The Loop Start and Loop End feature in the Spine editor is designed for convenience while working on animations in the editor - it's primarily a tool to help you focus on a specific portion of your animation during the design process. However, it has some important limitations:
What Loop Start/End Does:
- It controls playback in the editor's timeline view
- It's useful when you want to work on and preview just a section of your animation
- It's also used by the Offset feature to determine wrap points when moving keys in looping animations
- It affects the Ghosting view to show ghosts past the start and end when looping
What It Doesn't Do:
- It's not stored per animation - it's a timeline-level setting
- It doesn't affect runtime playback - your exported animations will still contain all frames
- It's not designed to trim animations for export
For Your Runtime Looping Needs:
If you need to control which portion of an animation loops at runtime, you should use TrackEntry.animationStart and TrackEntry.animationEnd properties in your code. These are set on the TrackEntry returned by SetAnimation and AddAnimation calls in the Spine Runtimes.
About Your Last Frame Question:
Regarding your concern about the last frame: in a properly looping animation, the last frame is necessary for smooth interpolation back to the first frame. If your animation ends at frame 30, playback should tween from frame 29→30, then loop to 0→1. Frame 0 and frame 30 should be identical to create a seamless loop - the last frame provides the tweening data to smoothly transition back to the start.
If you're seeing issues with interpolation between the end and start of your loop, make sure your first and last keyframes have the same values for all animated properties.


:: To do ::
Where the records contain images, omit them, and repeat everything else word for word.

:: The data ::
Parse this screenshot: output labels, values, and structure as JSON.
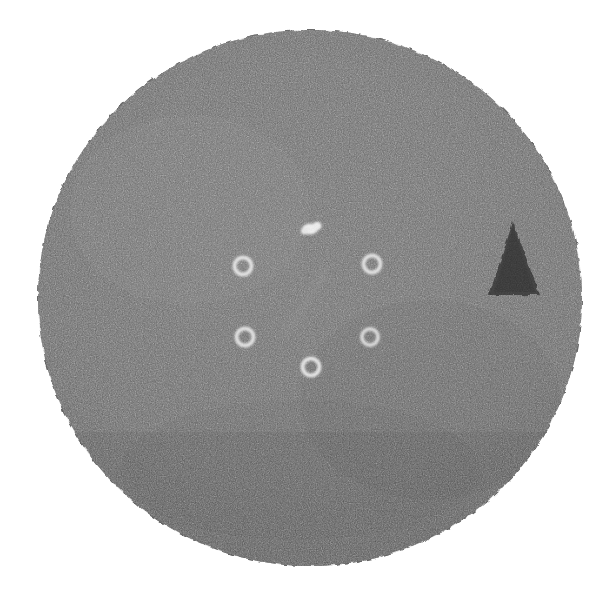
{
  "image": {
    "kind": "grayscale-circular-field-radiograph",
    "width": 612,
    "height": 599,
    "background_color": "#ffffff",
    "alt_text": "Grainy grayscale circular field containing five bright rings, one bright solid blob and one dark triangular marker",
    "caption": ""
  },
  "field": {
    "name": "circular-field",
    "shape": "circle",
    "center_x": 310,
    "center_y": 298,
    "radius_x": 272,
    "radius_y": 268,
    "fill_color": "#6b6b6b",
    "fill_color_lower": "#636363",
    "edge_color": "#5e5e5e",
    "grain": "fine speckle noise",
    "grain_opacity": 0.55
  },
  "markers": {
    "rings": [
      {
        "label": "ring-upper-left",
        "cx": 243,
        "cy": 266,
        "r_outer": 10.5,
        "stroke_width": 4.0,
        "color": "#e6e6e6"
      },
      {
        "label": "ring-upper-right",
        "cx": 372,
        "cy": 264,
        "r_outer": 10.5,
        "stroke_width": 4.0,
        "color": "#e3e3e3"
      },
      {
        "label": "ring-lower-left",
        "cx": 245,
        "cy": 337,
        "r_outer": 10.5,
        "stroke_width": 4.0,
        "color": "#e4e4e4"
      },
      {
        "label": "ring-lower-right",
        "cx": 370,
        "cy": 337,
        "r_outer": 10.0,
        "stroke_width": 3.8,
        "color": "#dedede"
      },
      {
        "label": "ring-bottom",
        "cx": 311,
        "cy": 367,
        "r_outer": 10.5,
        "stroke_width": 4.0,
        "color": "#e8e8e8"
      }
    ],
    "blob": {
      "label": "bright-blob-top-center",
      "cx": 312,
      "cy": 228,
      "rx": 8.5,
      "ry": 5.5,
      "color": "#f2f2f2"
    },
    "triangle": {
      "label": "dark-triangle-marker",
      "apex_x": 513,
      "apex_y": 222,
      "base_left_x": 489,
      "base_right_x": 540,
      "base_y": 295,
      "color": "#3a3a3a"
    },
    "streak": {
      "label": "faint-diagonal-streak",
      "x1": 320,
      "y1": 280,
      "x2": 288,
      "y2": 330,
      "color": "#8a8a8a",
      "opacity": 0.35
    }
  },
  "counts": {
    "rings": 5,
    "blobs": 1,
    "triangles": 1
  }
}
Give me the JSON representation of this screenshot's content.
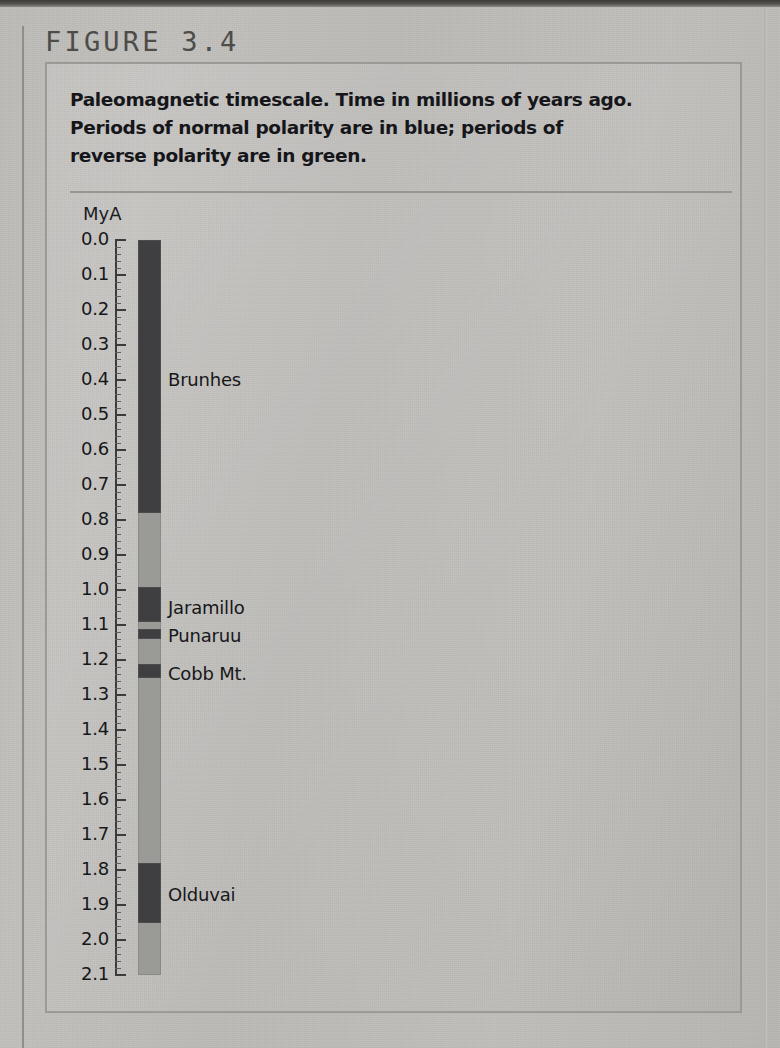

:: Output for this task ::
Parse this screenshot: output labels, values, and structure as JSON.
{
  "image": {
    "kind": "grayscale-circular-field-radiograph",
    "width": 612,
    "height": 599,
    "background_color": "#ffffff",
    "alt_text": "Grainy grayscale circular field containing five bright rings, one bright solid blob and one dark triangular marker",
    "caption": ""
  },
  "field": {
    "name": "circular-field",
    "shape": "circle",
    "center_x": 310,
    "center_y": 298,
    "radius_x": 272,
    "radius_y": 268,
    "fill_color": "#6b6b6b",
    "fill_color_lower": "#636363",
    "edge_color": "#5e5e5e",
    "grain": "fine speckle noise",
    "grain_opacity": 0.55
  },
  "markers": {
    "rings": [
      {
        "label": "ring-upper-left",
        "cx": 243,
        "cy": 266,
        "r_outer": 10.5,
        "stroke_width": 4.0,
        "color": "#e6e6e6"
      },
      {
        "label": "ring-upper-right",
        "cx": 372,
        "cy": 264,
        "r_outer": 10.5,
        "stroke_width": 4.0,
        "color": "#e3e3e3"
      },
      {
        "label": "ring-lower-left",
        "cx": 245,
        "cy": 337,
        "r_outer": 10.5,
        "stroke_width": 4.0,
        "color": "#e4e4e4"
      },
      {
        "label": "ring-lower-right",
        "cx": 370,
        "cy": 337,
        "r_outer": 10.0,
        "stroke_width": 3.8,
        "color": "#dedede"
      },
      {
        "label": "ring-bottom",
        "cx": 311,
        "cy": 367,
        "r_outer": 10.5,
        "stroke_width": 4.0,
        "color": "#e8e8e8"
      }
    ],
    "blob": {
      "label": "bright-blob-top-center",
      "cx": 312,
      "cy": 228,
      "rx": 8.5,
      "ry": 5.5,
      "color": "#f2f2f2"
    },
    "triangle": {
      "label": "dark-triangle-marker",
      "apex_x": 513,
      "apex_y": 222,
      "base_left_x": 489,
      "base_right_x": 540,
      "base_y": 295,
      "color": "#3a3a3a"
    },
    "streak": {
      "label": "faint-diagonal-streak",
      "x1": 320,
      "y1": 280,
      "x2": 288,
      "y2": 330,
      "color": "#8a8a8a",
      "opacity": 0.35
    }
  },
  "counts": {
    "rings": 5,
    "blobs": 1,
    "triangles": 1
  }
}
Give me the JSON representation of this screenshot's content.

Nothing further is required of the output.